Fresh off the release of his new album “The Off-Season,” rapper J. Cole joins Kevin Durant and Eddie Gonzalez on the latest episode of Boardroom’s “The ETCs” podcast to take stock of his award-winning career and how he views his own growing legacy — and his recent decision to join Rwanda Patriots BBC of the all-new Basketball Africa League.
J. Cole discusses what it meant to enter the hip-hop game alongside guys like Drake and Kendrick Lamar, and how he’s grown to appreciate friendship over competitiveness with the passing of time:
“These are the guys that push you, and you gotta push them. I was so competitive early on, even though we were all friends. As I’ve gotten older, I’ve realized that no one is truly my peer or can relate to what I’m going through in life more than these people right here. Just in terms of whatever pressures there might be — celebrity, family, privacy — nobody can relate to that like these dudes. And I really, genuinely fuck with these dudes.

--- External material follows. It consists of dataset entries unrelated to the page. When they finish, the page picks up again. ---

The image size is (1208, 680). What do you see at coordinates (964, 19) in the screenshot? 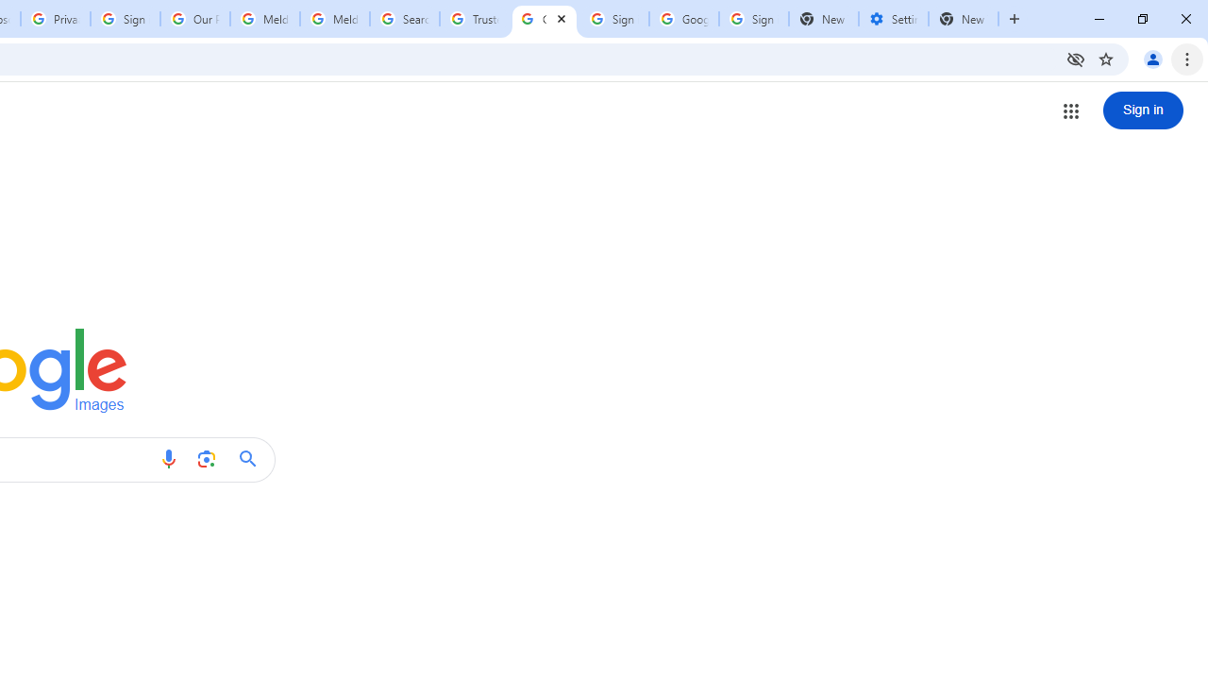
I see `New Tab` at bounding box center [964, 19].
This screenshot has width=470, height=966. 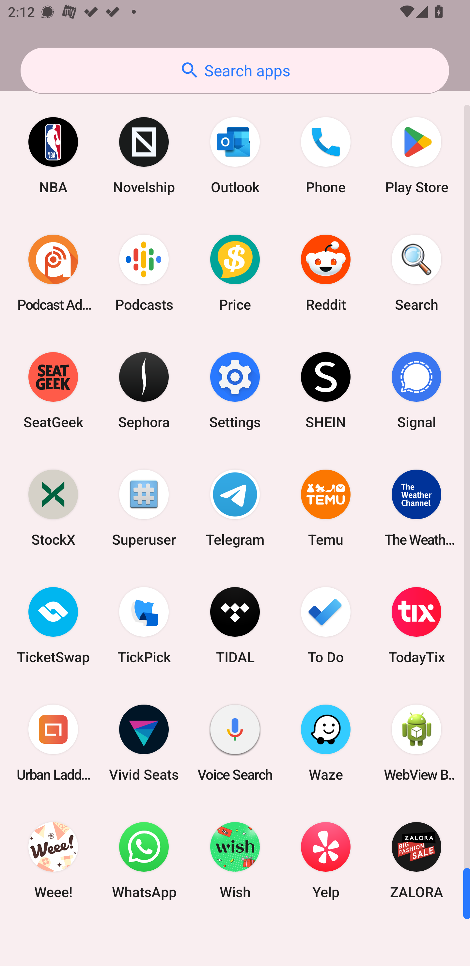 I want to click on Signal, so click(x=416, y=391).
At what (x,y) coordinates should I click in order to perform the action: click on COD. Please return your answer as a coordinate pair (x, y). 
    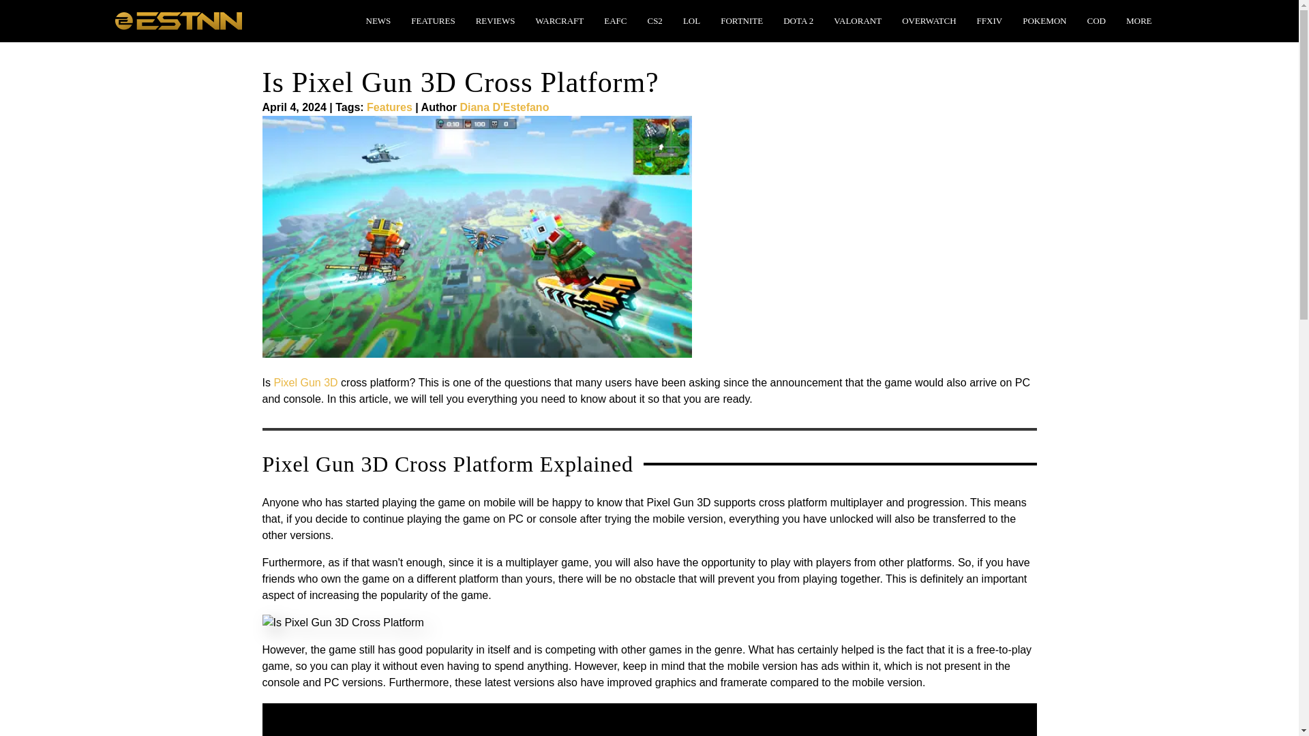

“The competition part, I’ve stripped it away. Now, I’m more interested in the relationships, because I also see a time when I’m not doing it. That seems very realistic to me. And in a time when I’m not doing it, I never want to be like, “Damn, we never kicked it. We never really even did nothing.” I’m at that point where I’m more interested in the genuine relationship, when before, I was more interested in the competition.”